Trooping Along

Today I’m going to give you a glimpse into what lexicographers do. (They’re the professionals who add, delete, and edit dictionary definitions.)

One recent Saturday morning before the Russian invasion of Ukraine, I heard a startling remark during an MSNBC conversation between host Ali Velshi and journalist Erin Laughlin. Laughlin was saying that “So far, not a single Russian troop has been seen.”

I heard English change, right there on my TV. For some years now the word troop has been acquiring a new meaning and usage. I’m sure that lexicographers were very interested in that MSNBC broadcast!

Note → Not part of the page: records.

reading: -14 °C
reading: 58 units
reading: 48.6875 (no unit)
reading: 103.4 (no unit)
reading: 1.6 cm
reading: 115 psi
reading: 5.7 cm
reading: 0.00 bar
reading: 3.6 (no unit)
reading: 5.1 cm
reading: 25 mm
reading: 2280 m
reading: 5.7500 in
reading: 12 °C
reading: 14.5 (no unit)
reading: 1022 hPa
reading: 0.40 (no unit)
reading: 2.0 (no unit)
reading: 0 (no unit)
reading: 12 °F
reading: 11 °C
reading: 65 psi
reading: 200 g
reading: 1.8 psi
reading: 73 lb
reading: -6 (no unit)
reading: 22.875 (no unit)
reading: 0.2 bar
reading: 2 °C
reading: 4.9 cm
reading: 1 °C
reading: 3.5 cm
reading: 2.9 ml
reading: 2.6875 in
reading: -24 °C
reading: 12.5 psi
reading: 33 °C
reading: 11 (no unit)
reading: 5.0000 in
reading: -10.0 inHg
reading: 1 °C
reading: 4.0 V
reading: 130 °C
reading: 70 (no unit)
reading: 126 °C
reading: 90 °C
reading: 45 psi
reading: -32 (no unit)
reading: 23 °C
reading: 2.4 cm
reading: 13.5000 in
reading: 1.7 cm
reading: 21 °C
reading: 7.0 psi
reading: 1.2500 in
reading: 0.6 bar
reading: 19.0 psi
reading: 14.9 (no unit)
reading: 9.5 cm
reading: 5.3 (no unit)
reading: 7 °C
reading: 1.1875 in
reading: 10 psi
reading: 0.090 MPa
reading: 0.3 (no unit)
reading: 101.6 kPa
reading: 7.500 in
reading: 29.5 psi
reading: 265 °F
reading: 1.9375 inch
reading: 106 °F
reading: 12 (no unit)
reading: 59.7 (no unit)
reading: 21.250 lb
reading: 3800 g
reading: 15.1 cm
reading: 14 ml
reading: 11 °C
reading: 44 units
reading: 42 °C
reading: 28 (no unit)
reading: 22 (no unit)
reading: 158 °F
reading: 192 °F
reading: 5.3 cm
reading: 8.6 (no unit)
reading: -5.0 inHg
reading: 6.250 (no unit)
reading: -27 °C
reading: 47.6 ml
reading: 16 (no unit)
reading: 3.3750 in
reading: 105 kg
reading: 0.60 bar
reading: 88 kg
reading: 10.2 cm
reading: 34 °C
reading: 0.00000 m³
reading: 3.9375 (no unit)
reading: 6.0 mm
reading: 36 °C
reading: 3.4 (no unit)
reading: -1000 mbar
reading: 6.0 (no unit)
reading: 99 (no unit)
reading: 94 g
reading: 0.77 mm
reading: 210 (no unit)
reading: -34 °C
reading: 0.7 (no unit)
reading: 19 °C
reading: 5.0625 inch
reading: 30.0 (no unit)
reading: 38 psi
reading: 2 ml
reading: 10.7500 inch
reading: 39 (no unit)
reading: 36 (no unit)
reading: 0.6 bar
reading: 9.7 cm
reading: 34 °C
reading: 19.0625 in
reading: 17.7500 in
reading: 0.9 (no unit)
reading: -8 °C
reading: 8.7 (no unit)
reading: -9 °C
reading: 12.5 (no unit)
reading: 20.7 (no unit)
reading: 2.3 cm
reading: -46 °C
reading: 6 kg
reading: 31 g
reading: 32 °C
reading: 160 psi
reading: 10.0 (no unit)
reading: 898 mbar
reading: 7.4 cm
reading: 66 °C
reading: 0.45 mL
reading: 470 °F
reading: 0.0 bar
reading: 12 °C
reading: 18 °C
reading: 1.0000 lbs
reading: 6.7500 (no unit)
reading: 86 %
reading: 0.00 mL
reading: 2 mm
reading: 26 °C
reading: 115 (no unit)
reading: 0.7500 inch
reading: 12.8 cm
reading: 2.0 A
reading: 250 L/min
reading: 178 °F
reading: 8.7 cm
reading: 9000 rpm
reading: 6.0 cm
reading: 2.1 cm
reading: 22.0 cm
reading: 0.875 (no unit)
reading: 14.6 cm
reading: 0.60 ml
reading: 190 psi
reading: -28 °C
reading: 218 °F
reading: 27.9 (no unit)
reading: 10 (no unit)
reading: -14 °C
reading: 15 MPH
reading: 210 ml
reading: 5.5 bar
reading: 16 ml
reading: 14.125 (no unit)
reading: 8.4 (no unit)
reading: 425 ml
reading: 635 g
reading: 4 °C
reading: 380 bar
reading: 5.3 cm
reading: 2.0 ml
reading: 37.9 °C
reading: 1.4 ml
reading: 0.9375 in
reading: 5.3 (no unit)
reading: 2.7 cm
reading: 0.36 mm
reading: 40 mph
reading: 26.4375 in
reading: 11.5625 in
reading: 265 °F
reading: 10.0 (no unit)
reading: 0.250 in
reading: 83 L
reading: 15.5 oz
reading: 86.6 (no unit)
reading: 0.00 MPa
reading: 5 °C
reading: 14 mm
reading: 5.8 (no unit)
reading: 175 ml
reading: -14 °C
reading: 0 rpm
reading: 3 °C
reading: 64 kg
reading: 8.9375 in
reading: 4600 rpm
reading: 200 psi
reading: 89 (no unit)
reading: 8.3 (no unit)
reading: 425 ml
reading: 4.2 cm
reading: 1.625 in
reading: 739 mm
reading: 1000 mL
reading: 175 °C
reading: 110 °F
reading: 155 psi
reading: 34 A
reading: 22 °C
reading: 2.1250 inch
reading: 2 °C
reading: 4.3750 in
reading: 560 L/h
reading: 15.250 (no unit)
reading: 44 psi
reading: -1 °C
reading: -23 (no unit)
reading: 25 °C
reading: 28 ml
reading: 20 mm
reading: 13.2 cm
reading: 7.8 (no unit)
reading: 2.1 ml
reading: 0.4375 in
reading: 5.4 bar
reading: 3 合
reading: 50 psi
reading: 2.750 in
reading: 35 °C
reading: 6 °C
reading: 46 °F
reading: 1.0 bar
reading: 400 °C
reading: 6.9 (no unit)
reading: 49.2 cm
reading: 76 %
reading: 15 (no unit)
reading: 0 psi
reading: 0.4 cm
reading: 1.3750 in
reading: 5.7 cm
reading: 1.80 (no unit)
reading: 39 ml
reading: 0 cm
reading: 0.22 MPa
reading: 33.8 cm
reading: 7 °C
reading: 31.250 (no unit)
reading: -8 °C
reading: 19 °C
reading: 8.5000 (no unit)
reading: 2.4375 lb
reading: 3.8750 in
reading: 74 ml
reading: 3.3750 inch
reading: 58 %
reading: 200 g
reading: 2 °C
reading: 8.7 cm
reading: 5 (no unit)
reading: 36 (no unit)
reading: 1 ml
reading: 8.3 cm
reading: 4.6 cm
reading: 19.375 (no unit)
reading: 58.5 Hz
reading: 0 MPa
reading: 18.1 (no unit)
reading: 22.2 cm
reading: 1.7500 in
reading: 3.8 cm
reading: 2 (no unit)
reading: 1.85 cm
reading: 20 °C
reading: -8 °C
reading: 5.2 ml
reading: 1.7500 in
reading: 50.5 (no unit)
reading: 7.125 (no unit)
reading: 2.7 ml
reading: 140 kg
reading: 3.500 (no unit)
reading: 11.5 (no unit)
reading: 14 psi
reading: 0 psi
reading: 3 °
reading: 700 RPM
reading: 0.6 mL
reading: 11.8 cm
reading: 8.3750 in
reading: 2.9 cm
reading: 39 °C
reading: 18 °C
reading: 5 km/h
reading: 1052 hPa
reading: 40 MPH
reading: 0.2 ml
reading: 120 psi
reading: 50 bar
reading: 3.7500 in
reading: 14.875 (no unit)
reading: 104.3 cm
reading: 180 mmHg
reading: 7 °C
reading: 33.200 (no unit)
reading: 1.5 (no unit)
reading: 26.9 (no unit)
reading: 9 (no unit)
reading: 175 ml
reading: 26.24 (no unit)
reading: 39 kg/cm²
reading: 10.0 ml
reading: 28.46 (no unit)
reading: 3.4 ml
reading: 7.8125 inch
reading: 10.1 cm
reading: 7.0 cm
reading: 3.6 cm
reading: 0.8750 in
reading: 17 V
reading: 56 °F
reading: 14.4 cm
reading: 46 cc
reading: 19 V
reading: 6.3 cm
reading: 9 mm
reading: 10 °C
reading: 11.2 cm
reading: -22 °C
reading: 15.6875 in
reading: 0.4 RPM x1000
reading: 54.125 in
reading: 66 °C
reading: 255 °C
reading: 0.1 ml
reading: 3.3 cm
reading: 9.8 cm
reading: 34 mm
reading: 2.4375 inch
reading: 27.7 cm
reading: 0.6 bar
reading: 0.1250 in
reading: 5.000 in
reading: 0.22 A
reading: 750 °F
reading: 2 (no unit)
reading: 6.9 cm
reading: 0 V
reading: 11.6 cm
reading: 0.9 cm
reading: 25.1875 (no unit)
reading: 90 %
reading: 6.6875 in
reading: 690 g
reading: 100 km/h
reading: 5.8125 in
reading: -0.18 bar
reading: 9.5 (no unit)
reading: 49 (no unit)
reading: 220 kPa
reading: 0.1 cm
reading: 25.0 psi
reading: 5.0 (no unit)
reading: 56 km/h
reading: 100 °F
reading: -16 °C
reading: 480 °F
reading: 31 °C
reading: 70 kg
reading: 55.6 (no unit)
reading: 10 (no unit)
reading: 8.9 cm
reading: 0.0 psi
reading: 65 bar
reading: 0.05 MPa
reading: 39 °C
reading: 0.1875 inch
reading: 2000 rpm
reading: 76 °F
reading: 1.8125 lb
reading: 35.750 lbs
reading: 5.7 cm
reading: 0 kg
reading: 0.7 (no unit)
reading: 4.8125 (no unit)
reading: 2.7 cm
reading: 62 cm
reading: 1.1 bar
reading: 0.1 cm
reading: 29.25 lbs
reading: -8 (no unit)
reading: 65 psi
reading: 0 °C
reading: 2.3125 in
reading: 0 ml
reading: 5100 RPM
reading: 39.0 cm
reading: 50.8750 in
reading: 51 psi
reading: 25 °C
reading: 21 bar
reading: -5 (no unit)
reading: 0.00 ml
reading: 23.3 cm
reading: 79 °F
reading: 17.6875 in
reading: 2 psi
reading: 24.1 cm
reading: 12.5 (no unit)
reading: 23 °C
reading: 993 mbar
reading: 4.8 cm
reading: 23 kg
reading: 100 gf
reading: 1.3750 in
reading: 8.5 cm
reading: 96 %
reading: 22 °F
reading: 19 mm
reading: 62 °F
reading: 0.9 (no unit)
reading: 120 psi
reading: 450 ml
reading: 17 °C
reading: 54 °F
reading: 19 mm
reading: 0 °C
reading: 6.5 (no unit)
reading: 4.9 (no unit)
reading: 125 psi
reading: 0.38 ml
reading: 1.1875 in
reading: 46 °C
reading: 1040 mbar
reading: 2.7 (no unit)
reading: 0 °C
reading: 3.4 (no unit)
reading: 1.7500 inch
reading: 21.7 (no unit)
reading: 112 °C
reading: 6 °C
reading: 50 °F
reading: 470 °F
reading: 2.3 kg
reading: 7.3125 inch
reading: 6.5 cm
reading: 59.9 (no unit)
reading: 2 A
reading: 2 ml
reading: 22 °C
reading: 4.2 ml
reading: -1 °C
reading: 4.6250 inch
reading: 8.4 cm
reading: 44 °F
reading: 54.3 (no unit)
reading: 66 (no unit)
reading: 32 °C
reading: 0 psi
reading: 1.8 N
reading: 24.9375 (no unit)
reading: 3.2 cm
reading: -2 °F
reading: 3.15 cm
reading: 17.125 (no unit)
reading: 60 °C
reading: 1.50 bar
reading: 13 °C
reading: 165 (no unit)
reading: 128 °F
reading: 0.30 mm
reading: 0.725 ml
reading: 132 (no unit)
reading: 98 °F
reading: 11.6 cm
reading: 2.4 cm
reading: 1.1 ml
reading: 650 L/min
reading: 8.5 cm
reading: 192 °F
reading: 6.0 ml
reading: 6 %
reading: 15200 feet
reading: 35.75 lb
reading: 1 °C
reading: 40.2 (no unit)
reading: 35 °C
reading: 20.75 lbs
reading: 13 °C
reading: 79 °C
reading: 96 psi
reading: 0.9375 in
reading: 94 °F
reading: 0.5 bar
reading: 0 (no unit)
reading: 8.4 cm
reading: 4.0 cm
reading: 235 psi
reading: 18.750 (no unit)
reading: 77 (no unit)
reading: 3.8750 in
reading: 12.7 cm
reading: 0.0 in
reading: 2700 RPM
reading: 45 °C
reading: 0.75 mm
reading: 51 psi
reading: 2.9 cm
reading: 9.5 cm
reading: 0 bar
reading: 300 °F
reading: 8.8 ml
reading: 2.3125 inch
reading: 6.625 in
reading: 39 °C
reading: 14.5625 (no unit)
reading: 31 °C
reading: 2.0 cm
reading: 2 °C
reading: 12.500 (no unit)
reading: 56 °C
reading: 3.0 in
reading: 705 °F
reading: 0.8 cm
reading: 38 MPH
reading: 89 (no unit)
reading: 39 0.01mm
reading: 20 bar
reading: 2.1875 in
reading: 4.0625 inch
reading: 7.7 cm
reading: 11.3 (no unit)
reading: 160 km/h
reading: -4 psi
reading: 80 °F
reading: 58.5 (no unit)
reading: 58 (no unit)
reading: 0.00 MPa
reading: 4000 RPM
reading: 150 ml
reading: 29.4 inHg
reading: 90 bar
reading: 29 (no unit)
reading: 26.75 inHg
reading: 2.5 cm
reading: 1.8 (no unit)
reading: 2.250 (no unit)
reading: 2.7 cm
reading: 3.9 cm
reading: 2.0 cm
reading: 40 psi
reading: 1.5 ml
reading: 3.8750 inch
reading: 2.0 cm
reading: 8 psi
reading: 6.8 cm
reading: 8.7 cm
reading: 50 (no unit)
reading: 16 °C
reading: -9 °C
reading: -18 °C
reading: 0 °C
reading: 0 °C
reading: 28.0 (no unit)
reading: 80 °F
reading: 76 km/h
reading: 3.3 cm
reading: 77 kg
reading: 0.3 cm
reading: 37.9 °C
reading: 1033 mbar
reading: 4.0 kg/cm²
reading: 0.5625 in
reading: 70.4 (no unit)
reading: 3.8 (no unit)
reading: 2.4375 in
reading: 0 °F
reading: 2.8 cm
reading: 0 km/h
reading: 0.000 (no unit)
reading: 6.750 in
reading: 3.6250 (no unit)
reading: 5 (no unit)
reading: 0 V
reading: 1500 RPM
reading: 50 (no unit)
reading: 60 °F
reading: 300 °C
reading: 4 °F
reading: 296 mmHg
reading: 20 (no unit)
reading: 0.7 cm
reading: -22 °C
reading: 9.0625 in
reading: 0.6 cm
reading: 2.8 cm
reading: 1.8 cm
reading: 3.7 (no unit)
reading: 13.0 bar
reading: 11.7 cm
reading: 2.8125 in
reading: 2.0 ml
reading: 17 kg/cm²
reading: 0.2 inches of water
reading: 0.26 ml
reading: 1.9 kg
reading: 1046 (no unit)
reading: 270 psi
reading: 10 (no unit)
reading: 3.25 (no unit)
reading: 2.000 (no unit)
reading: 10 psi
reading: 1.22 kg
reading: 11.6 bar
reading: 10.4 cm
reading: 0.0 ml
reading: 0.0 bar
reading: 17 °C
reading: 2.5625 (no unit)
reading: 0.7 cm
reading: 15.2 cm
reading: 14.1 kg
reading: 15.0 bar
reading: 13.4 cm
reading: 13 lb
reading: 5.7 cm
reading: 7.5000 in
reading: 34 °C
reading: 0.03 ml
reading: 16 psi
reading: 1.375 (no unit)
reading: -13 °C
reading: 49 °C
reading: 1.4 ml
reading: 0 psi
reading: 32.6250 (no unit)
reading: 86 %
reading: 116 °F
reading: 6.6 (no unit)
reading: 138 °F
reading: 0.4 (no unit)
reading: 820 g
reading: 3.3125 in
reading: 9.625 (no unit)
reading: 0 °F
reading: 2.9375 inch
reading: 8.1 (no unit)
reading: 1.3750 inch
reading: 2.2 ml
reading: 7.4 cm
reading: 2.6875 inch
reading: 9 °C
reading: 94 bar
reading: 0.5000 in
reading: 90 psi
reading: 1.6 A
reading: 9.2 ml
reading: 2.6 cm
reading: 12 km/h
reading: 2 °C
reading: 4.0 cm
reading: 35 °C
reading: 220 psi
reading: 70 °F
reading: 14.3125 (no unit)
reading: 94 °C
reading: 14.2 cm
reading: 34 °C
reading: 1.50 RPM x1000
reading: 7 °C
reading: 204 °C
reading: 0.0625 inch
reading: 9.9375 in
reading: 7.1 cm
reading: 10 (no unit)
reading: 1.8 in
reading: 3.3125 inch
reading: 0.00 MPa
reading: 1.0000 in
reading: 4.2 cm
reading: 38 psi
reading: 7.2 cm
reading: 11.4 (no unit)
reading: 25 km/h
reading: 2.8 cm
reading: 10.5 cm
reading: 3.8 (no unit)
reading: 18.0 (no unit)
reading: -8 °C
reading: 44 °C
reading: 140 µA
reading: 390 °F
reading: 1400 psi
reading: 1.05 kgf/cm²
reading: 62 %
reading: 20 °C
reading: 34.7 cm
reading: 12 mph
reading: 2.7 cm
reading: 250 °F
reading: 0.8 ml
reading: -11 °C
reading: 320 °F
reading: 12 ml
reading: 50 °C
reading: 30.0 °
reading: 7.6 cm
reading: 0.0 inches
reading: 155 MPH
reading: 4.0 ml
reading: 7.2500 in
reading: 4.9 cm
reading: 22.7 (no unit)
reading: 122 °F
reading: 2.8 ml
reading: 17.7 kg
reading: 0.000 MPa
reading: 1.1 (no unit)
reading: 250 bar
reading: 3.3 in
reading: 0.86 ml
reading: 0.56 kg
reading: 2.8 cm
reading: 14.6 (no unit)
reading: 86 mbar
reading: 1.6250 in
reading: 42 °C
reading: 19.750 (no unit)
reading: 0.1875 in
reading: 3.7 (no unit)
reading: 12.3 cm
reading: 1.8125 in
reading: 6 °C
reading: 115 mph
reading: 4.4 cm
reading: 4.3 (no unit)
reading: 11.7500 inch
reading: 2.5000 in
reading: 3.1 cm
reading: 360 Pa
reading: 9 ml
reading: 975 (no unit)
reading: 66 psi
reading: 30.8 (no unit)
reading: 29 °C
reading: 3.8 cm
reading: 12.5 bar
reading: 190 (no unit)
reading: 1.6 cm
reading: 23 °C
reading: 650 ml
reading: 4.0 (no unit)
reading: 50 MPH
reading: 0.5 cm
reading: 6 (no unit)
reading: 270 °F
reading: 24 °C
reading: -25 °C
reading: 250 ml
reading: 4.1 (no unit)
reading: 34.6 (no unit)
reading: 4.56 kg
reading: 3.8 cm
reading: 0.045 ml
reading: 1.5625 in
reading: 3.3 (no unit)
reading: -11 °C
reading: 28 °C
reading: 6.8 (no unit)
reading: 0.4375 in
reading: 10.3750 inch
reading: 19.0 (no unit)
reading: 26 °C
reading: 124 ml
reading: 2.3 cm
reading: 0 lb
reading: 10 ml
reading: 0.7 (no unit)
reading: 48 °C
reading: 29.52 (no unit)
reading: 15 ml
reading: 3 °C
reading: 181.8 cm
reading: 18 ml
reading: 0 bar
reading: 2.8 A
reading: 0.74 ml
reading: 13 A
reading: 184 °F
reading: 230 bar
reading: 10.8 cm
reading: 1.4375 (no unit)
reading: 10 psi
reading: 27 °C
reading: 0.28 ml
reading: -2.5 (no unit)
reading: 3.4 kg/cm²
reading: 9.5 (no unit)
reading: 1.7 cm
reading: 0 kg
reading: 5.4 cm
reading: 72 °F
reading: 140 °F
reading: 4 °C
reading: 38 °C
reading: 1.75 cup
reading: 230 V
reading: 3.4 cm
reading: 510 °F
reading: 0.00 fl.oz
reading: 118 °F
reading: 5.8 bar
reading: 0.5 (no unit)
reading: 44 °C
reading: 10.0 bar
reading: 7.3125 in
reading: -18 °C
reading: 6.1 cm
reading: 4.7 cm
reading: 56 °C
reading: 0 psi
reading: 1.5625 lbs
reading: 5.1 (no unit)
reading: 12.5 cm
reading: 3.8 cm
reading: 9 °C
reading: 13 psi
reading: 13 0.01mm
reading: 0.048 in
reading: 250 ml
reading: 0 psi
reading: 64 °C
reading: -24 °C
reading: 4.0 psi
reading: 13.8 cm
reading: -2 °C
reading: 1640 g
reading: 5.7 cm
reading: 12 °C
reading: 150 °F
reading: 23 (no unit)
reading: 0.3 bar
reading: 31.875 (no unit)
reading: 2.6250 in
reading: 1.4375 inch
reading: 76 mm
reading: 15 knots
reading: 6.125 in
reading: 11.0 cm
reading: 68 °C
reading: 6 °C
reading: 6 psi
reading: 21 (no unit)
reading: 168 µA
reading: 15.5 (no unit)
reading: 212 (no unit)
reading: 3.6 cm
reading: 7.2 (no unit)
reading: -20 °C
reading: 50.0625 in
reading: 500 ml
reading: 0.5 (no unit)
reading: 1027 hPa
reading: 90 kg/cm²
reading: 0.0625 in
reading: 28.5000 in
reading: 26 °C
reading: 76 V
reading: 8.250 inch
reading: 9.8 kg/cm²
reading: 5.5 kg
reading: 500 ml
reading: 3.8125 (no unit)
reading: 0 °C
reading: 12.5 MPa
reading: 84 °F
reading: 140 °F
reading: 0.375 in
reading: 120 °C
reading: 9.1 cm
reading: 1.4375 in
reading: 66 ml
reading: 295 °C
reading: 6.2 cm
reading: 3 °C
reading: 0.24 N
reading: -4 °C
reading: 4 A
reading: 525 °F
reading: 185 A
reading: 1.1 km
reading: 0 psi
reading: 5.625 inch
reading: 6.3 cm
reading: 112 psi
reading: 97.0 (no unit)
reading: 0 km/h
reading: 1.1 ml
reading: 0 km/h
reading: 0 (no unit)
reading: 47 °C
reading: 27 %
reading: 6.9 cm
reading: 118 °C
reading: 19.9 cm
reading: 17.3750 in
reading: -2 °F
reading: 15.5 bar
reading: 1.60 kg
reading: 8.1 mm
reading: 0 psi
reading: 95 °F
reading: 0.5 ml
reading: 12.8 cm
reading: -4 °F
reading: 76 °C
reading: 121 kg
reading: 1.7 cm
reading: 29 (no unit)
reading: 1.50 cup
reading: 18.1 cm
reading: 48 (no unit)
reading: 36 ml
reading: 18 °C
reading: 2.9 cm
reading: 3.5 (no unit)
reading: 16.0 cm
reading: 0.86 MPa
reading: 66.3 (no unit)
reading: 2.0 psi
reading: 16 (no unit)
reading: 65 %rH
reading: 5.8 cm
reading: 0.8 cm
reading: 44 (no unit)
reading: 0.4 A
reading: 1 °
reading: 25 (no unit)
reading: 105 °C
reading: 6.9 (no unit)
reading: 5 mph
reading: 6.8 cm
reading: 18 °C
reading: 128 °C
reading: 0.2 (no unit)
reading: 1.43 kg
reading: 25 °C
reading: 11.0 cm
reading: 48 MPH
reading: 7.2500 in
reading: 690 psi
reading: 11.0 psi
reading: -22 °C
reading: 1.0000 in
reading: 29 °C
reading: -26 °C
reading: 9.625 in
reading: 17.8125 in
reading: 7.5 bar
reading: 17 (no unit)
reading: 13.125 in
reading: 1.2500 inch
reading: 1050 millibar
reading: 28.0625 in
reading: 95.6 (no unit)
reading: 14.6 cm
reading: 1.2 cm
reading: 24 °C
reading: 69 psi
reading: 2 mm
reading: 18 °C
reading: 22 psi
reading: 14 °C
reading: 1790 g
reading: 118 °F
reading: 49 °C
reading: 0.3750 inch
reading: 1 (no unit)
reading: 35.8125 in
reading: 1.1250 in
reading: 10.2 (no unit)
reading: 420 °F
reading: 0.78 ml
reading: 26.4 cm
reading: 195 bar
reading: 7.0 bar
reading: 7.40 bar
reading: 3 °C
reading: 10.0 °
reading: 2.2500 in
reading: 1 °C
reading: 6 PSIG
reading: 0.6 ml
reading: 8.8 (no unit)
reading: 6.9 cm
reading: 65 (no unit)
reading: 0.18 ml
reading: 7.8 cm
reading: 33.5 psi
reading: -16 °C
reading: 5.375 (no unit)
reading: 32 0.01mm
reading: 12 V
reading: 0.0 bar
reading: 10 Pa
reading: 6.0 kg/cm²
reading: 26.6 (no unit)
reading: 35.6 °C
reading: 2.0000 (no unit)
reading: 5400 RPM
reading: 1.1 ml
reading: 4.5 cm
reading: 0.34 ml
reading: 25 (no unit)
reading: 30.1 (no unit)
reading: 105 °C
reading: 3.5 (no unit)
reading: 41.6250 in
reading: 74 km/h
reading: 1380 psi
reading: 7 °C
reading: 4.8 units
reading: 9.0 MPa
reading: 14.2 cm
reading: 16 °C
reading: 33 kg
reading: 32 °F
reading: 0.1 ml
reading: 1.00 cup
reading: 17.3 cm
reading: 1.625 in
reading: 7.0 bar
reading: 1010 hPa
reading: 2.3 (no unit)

Here’s what I mean. When I was growing up, troop always referred to a group of soldiers or Girl Scouts or Boy Scouts. I belonged to Girl Scout Troop 4 in Bethpage, New York. Sometimes several troops would get together for an activity. Five troops might include 50 or 60 Girl Scouts.

Nowadays, though, troops means “soldiers.” For example, here’s an excerpt from the December 15 New York Times. The subject is the American military withdrawal from Iraq:

Although Thursday’s ceremony represented the official end of the war, the military still has two bases in Iraq and roughly 4,000 troops, including several hundred who attended the ceremony. At the height of the war in 2007, there were 505 bases and more than 170,000 troops.

That 170,000 troops means 170,000 soldiers.

What’s so exciting (or disturbing, depending on your point of view) is that Erin Laughlin used troop as a singular word to mean “one soldier”: “not a single Russian troop has been seen.” That’s new! I haven’t heard anyone else use “one troop” that way. (Back in 1955, we would have thought she meant “not a single Russian military unit has been seen.”)

I can guarantee that Erin Laughlin’s remark was recorded and noted in a vocabulary log. If many more people start using troop that way, eventually we’ll get a new dictionary entry.

And that, folks, is how dictionaries are updated.